Indian security officials are changing tactics to tackle the possible use of magnetic bombs that can target military convoys, despite the revival of a ceasefire accord between India and Pakistan along the Line of Control (LoC).
Reuters quoted a Kashmir based senior police official as saying that security forces were changing protocols to deal with the new threat of “sticky” bombs, which have wreaked havoc in Afghanistan. The measures included increasing the distance between private and military traffic, installing more cameras on vehicles and using drones to monitor convoys.
Another official said that magnetic bombs were not produced in Kashmir, signalling that they were being smuggled from Pakistan.
“All of them have come via drone drops and tunnels,” he said, asking not to be named.
The heightened threat perception in Kashmir is emerging despite last week’s military accord between India and Pakistan to revive a dormant agreement of 2003 of not exchanging fire along the LoC, which has been used to infiltrate cross-border terrorists inside Kashmir.
Barely had the ink dried on the revival of the accord following a conversation and a joint statement to top military officials of the two countries to stop firing along the LoC, an Al Qaeda affiliated group was off the blocks to condemn the move, and reaffirm its commitment to Kashmiri Jihad sans Islamabad.
In fact, it accused Pakistan of “backstabbing” the cause of Kashmiri independence.
“Whether we like it or not, both Pakistan and Indian states have mutually degraded the resistance movement in Kashmir and Pakistan has been long trying to settle for the status quo, hence backstabbing the Kashmir’s cause of independence,” a statement by an individual called Khalid, Commander Khalid, Islamic Emirate of Kashmir Mujahideen Ghazwat Ul Hind read.
The Ansar Ghazwat-ul-Hind is an Islamic terrorist Jihadi organization and Al Qaeda cell that is active in Kashmir. It was formerly led by Zakir Rashid Bhat also called Zakir Musa, who saw himself as part of a global Jihad, which include Kashmir, given its international outlook, the group on 7 December 2017 the group released a statement that condemned US President Donald Trump’s declaration of moving the United States embassy in Israel from Tel Aviv to Jerusalem. It the same month a video was released where a video of a Kashmiri militant declared allegiance to the Islamic State of Iraq and the Levant and declaring a new ISIL Province in Kashmir.
Zakir Musa is said to have joined the Sayeed Salahudin’s group Hizbul Mujahideen in 2013. He has been described as "part of a new generation of tech-savvy, well-educated militants" who became involved in the conflict after the 2010 Kashmir unrest, on the footsteps of Burhan Muzaffar Wani who was killed in 2016.
The statement said that since the tenure of former Pakistani President Pervez Musharraf, the gradual consolidation of man-made Line of Control has not only divided the people but also severely denting the armed movement inside Kashmir valley.
“The Pakistani/Afghanistan Muslim brothers have been unable to help their brothers inside the valley because of LOC. Therefore, we strongly condemn the recent meetings between the Indian and Pakistani army and castigate their resolve of ceasefire and unholy agreements.”
The group reaffirmed its “resolve of Jihad in Kashmir valley” and pointed out that “by the grace Allah no LoC, no agreements, no ceasefire will stop us from waging a war against occupying Indian army in Kashmir”.
The consternation of hard-line terror groups such as, Islamic Emirate of Kashmir Mujahideen Ghazwat Ul Hind is not hard to explain.
The deal is likely to provide a major boost to the peace and development in Kashmir, as cross-border infiltration of terror groups was usually conducted under the cover of artillery barrages along the LoC by Pakistan. An end to violence in Kashmir in a post Artcile-370 scenario, and the elimination of the threat of two-front war with Pakistan and China is further expected to have positive impact on the badly strained Indo-Pakistan ties.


* TASK ITEM *
Return each line below holding the string "Image".
[[ THE INPUT open ]]
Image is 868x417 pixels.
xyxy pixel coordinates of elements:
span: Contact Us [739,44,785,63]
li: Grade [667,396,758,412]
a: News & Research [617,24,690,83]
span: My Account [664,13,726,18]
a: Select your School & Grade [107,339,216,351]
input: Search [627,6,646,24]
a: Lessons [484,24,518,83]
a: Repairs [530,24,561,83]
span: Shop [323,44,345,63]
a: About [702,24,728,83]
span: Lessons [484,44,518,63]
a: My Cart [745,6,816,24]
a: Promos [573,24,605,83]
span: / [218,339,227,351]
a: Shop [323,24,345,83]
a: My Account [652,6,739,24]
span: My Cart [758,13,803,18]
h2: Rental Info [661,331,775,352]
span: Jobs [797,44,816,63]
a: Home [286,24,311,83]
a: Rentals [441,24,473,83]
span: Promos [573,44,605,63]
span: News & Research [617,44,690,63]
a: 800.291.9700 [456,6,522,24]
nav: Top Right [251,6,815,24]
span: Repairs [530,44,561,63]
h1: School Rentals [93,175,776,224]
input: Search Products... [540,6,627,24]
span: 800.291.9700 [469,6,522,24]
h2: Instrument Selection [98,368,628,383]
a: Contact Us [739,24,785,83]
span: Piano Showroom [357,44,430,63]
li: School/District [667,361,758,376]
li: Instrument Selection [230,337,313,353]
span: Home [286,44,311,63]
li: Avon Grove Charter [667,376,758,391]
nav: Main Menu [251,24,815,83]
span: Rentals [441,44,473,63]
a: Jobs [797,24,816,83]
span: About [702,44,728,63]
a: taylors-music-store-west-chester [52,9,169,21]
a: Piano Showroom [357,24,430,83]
[[ THE INPUT closed ]]
[[ THE INPUT open ]]
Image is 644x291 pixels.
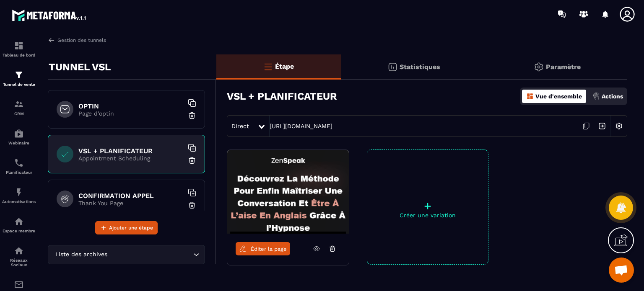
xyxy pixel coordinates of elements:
[[ THE INPUT closed ]]
* RESPONSE AREA *
Image is 868x417 pixels.
Image is 644x291 pixels.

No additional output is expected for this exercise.